> [What the exercise asks]: Of the entries that follow, how many lines hold the word "October"? Reply with the number only.

Collected data entries
==*==
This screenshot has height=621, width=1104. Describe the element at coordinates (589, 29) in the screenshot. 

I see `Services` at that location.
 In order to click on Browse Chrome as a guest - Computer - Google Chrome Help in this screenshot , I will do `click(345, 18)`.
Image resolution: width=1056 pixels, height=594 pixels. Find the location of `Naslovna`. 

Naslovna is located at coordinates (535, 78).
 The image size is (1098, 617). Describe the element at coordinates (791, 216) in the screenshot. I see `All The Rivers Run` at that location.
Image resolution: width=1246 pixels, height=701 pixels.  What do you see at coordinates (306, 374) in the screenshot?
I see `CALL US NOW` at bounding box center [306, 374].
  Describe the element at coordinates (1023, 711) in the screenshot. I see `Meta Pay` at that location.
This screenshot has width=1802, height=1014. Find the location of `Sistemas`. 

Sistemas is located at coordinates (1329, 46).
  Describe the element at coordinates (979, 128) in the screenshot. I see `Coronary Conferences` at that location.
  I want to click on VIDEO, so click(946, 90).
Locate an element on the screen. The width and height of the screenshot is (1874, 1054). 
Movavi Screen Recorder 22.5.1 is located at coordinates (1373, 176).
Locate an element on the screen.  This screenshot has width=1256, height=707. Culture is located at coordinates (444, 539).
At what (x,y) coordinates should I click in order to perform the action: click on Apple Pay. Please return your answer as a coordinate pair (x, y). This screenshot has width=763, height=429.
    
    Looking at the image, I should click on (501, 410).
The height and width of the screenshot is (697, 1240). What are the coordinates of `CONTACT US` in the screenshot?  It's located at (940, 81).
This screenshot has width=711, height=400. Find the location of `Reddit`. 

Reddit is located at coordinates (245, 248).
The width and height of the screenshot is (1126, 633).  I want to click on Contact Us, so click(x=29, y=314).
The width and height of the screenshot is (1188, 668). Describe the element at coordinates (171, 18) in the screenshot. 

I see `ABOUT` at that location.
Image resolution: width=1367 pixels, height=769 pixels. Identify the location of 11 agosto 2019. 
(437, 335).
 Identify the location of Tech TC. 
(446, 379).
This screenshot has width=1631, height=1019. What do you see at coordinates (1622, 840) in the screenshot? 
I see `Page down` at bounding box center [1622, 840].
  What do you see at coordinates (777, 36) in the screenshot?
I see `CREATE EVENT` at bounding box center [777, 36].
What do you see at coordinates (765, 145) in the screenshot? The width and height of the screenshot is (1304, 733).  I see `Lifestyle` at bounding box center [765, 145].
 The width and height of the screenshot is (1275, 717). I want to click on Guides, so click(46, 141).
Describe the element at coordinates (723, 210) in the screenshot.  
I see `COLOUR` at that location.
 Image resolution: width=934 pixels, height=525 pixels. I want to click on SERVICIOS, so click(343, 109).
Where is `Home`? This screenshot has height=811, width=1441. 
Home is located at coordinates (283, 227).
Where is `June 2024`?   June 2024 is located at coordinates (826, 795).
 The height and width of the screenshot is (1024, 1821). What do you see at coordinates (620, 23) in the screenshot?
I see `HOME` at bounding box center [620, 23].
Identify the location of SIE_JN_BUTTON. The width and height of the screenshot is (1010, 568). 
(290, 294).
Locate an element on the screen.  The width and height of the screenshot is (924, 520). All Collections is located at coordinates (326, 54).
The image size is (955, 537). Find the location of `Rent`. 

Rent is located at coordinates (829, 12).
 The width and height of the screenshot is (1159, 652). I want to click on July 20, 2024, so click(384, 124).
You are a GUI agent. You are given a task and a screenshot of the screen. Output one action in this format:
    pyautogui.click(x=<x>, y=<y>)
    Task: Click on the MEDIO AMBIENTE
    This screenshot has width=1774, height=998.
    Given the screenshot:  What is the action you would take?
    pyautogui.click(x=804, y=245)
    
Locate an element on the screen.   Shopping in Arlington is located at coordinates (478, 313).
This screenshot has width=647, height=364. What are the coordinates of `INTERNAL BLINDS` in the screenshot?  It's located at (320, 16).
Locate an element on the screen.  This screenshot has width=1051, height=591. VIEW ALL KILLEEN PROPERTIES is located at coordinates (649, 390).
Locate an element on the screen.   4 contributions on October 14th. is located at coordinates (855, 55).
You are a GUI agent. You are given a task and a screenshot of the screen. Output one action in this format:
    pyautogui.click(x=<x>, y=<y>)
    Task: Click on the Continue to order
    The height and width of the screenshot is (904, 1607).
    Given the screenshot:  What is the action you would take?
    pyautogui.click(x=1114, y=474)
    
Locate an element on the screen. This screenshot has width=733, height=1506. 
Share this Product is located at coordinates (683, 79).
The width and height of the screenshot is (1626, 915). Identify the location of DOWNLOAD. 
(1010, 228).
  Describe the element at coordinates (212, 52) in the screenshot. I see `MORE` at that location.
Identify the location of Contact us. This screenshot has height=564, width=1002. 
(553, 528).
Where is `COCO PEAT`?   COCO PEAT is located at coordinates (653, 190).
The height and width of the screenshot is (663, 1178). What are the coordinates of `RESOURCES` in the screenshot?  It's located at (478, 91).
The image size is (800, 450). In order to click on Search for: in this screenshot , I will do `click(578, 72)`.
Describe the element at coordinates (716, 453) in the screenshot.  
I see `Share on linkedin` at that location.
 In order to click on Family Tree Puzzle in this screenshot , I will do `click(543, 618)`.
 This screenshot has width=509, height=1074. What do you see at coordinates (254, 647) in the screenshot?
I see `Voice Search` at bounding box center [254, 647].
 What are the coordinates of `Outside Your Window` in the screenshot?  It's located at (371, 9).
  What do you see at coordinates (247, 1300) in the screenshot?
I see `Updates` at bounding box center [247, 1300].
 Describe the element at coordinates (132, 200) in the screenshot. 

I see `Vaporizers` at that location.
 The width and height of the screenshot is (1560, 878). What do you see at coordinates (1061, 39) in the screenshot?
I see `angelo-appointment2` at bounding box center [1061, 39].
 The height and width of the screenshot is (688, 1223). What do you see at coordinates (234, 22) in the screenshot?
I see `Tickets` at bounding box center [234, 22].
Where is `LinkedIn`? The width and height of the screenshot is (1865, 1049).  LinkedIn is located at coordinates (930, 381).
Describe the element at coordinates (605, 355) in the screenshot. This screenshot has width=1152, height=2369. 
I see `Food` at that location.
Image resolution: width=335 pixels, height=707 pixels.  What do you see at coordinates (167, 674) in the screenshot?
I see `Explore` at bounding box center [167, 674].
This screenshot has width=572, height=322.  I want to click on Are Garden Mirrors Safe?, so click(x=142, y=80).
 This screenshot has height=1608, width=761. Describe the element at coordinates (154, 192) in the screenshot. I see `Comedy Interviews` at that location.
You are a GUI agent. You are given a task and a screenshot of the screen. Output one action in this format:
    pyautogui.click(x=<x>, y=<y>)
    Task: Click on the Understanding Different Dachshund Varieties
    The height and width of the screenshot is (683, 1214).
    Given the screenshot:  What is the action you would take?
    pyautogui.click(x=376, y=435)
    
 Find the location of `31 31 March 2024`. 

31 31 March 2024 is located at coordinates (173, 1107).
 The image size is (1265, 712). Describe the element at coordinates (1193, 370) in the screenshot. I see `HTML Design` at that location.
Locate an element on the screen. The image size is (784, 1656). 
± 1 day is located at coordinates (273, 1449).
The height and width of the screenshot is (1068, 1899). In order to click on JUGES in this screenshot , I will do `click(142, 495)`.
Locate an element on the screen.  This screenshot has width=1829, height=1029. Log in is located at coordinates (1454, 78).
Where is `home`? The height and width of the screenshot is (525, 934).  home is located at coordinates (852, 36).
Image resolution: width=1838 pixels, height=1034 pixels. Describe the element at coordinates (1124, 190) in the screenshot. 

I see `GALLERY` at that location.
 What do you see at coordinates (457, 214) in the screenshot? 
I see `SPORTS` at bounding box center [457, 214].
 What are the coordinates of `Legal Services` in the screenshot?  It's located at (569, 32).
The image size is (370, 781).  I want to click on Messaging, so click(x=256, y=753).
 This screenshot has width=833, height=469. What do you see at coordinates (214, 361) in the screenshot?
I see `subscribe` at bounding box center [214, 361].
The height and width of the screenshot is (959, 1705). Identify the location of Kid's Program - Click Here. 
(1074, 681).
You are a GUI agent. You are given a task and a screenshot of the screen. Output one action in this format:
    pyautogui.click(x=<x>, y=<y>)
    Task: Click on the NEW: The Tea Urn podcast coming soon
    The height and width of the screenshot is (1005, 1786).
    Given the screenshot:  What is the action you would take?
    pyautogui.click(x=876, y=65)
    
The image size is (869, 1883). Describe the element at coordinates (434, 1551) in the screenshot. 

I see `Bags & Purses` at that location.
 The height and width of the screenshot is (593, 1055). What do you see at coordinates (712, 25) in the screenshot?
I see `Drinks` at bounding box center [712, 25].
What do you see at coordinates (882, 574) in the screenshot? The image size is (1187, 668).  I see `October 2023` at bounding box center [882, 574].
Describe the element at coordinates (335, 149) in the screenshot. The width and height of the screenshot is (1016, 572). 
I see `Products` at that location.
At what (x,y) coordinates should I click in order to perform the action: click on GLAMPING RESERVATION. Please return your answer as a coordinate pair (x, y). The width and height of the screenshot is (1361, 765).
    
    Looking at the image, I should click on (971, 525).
==*==
> [Solution below]: 2